12.2. Supermaster automatic provisioning of slaves

PDNS can recognize so called 'supermasters'. A supermaster is a host which is master for domains and for which we are to be a slave. When a master (re)loads a domain, it sends out a notification to its slaves. Normally, such a notification is only accepted if PDNS already knows that it is a slave for a domain.

However, a notification from a supermaster carries more persuasion. When PDNS determines that a notification comes from a supermaster and it is is bonafide, PDNS can provision the domain automatically, and configure itself as a slave for that zone.

To enable this feature, a backend needs to know about the IP address of the supermaster, and how PDNS will be listed in the set of NS records remotely, and the 'account' name of your supermaster.
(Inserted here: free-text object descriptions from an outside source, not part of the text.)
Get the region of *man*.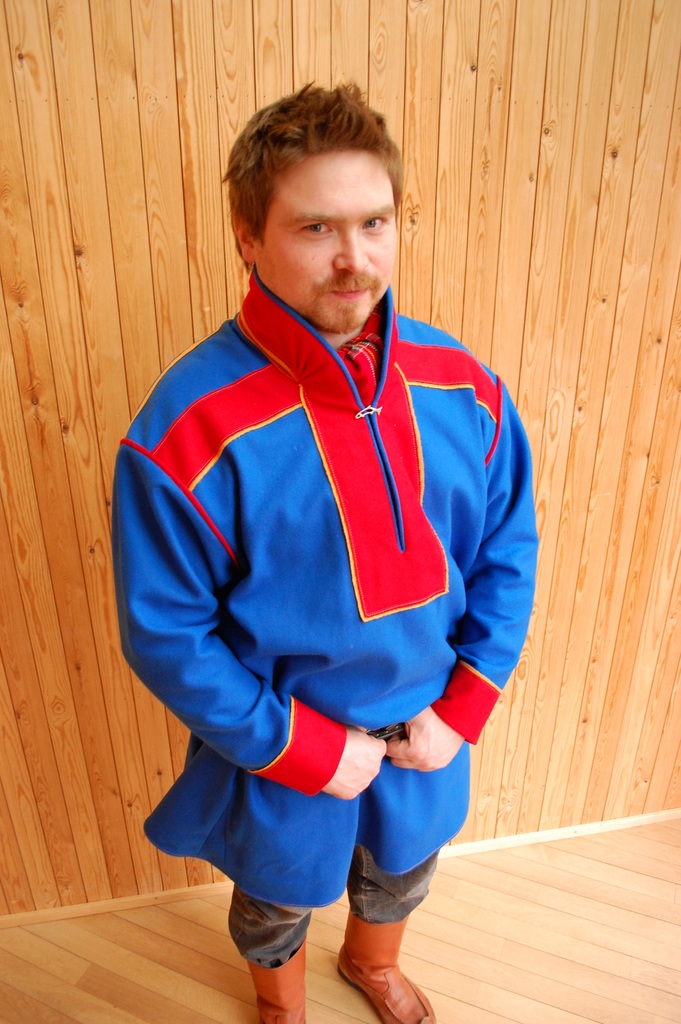
region(102, 71, 532, 962).
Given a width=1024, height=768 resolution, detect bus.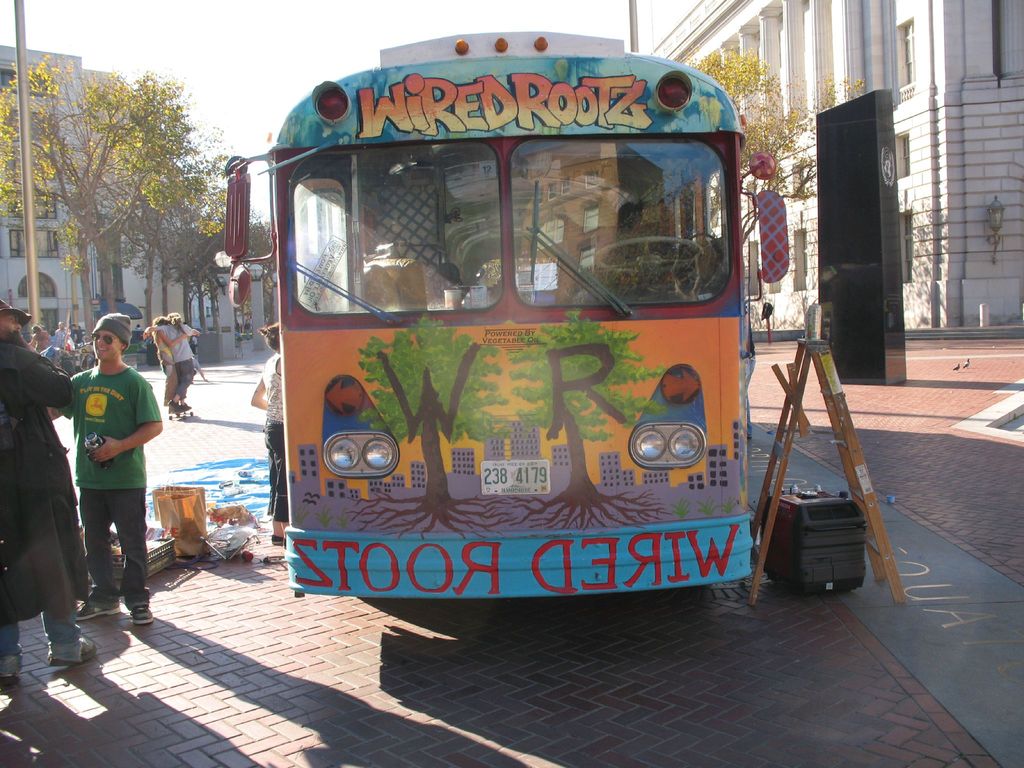
Rect(226, 31, 786, 596).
There is no need to fill this out but it does help keep track of where a domain comes from.

To enable this feature in the Generic PostgreSQL backend, issue the following:

	  create table supermasters (ip VARCHAR(25), nameserver VARCHAR(255), account VARCHAR(40));
	  GRANT SELECT ON supermasters TO pdns;
	  GRANT ALL ON domains TO pdns;
	  GRANT ALL ON domains_id_seq TO pdns;
	

To configure a supermaster with IP address 10.0.0.11 which lists this installation as 'autoslave.powerdns.com', issue the following:

	  insert into supermasters ('10.0.0.11','autoslave.powerdns.com','internal');
	
From now on, valid notifies from 10.0.0.11 that list a NS record containing 'autoslave.powerdns.com' will lead to the provisioning of a slave domain under the account 'internal'.

WARNING: as of 1.99.9 this feature is new and relatively untested. Only works with the PostgreSQL backend.